A report Sunday night from ProFootballTalk's Mike Florio included two eye-popping Deflategate revelations.
Citing information gathered for his forthcoming book, "Playmakers: How the NFL Really Works (And Doesn't)," Florio reported that:
1. NFL executive vice president of football operations Troy Vincent was the source of the erroneous report by ESPN's Chris Mortensen that escalated the deflated-footballs controversy.
2. The league later declined to release air pressure data gathered during the 2015 season that showed the same psi trend as the New England Patriots' footballs in the 2014 AFC Championship Game.
Per Florio's sources, Vincent told Mortensen that 11 of the Patriots' 12 balls in that AFC title game were found to be underinflated by more than two pounds per square inch -- a report that later was revealed to be untrue.
"It makes sense," Florio wrote. "It needed to be someone sufficiently high on the organizational chart to make it credible, and to prompt Mortensen to use it, despite the fact that (unbeknownst to Mortensen) it wasn't true.

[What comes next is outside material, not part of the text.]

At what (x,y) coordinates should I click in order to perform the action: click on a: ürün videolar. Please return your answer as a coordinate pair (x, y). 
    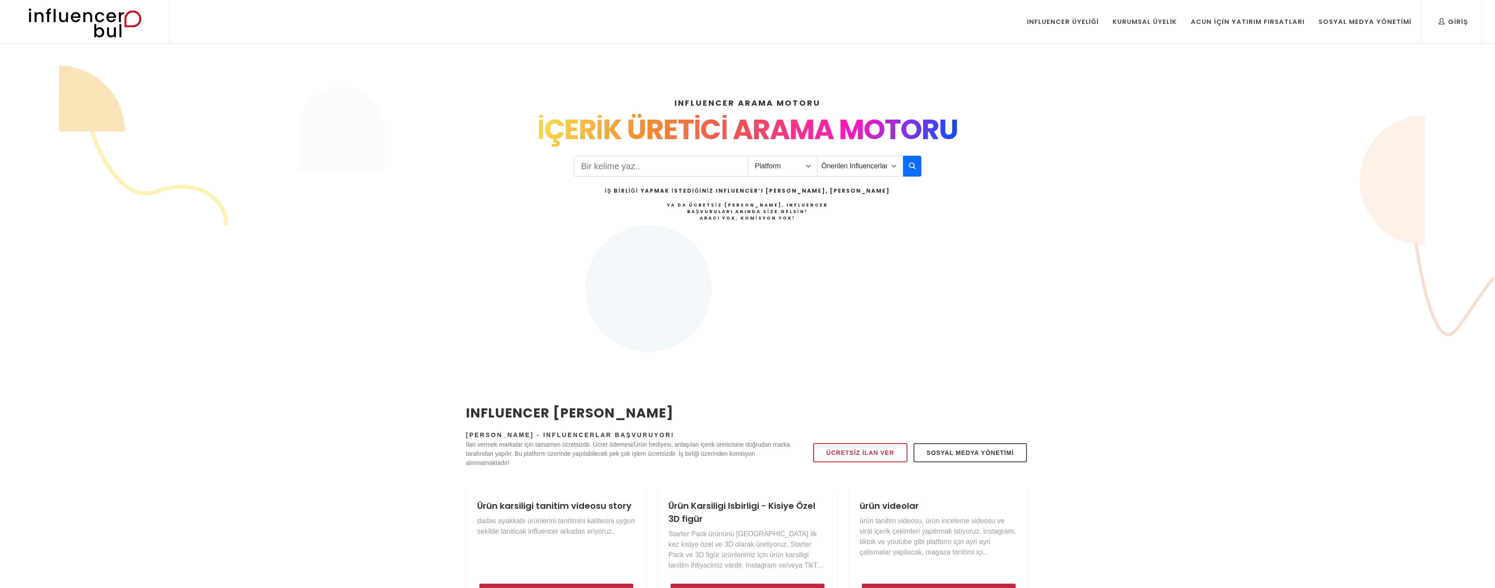
    Looking at the image, I should click on (889, 505).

It's unclear whether Vincent deliberately lied to Mortensen. Things were muddled and hazy and confusing in the early days of the scandal."
Point No. 2 is even more damning for the NFL. Florio reported the league, under the direction of general counsel Jeff Pash, "expunged" subsequently collected psi data that showed "a director correlation between temperature and air pressure" and that "the measurements made at halftime of the Colts-Patriots game were not out of line with what they should have been."
From Florio:
Beginning with the 2015 season, the NFL began conducting air-pressure spot-checks at halftime of games. The numbers were collected and protected, with none of the information ever coming to light.
It was expected that, given the operation of the Ideal Gas Law, the pressure inside the balls would rise on warm days, and that it would fall on cold days. That's exactly what happened. As the source put it, "numerous" measurements made at halftime of games during the 2015 season generated numbers beyond the permitted range of 12.5 to 13.5 psi, with the reading showing a direct correlation between temperature and air pressure.
On cold days, pressure readings taken before the balls were moved to the field resulted in lower readings after 90 minutes of exposure to the conditions. On hot days, the pressure increased.
Indeed, it was believed that the actual numbers measured in the footballs used by the Patriots were generally consistent with the numbers that the atmospheric conditions should have generated that day. This should have resulted in a finding that, at most, the evidence was inconclusive as to whether there had been deliberate deflation on the day in question. ...
So what happened to those numbers from the 2015 season? Per a source with knowledge of the situation, and as reported in Playmakers, the NFL expunged the numbers. It happened at the direct order, per the source, of NFL general counsel Jeff Pash.
Why would the league delete the numbers? It's simple. For cold days, the numbers were too close to the actual numbers generated by the New England footballs at halftime of the playoff game against the Colts. Which means that the numbers generated at halftime of the January 2015 AFC Championship were not evidence of cheating, but of the normal operation of air pressure inside a rubber bladder when the temperature drops. Just as it was expected.
Deflategate spawned an 18-month legal ordeal that ended with quarterback Tom Brady being suspended for four games and the Patriots losing $1 million and first- and fourth-round draft picks.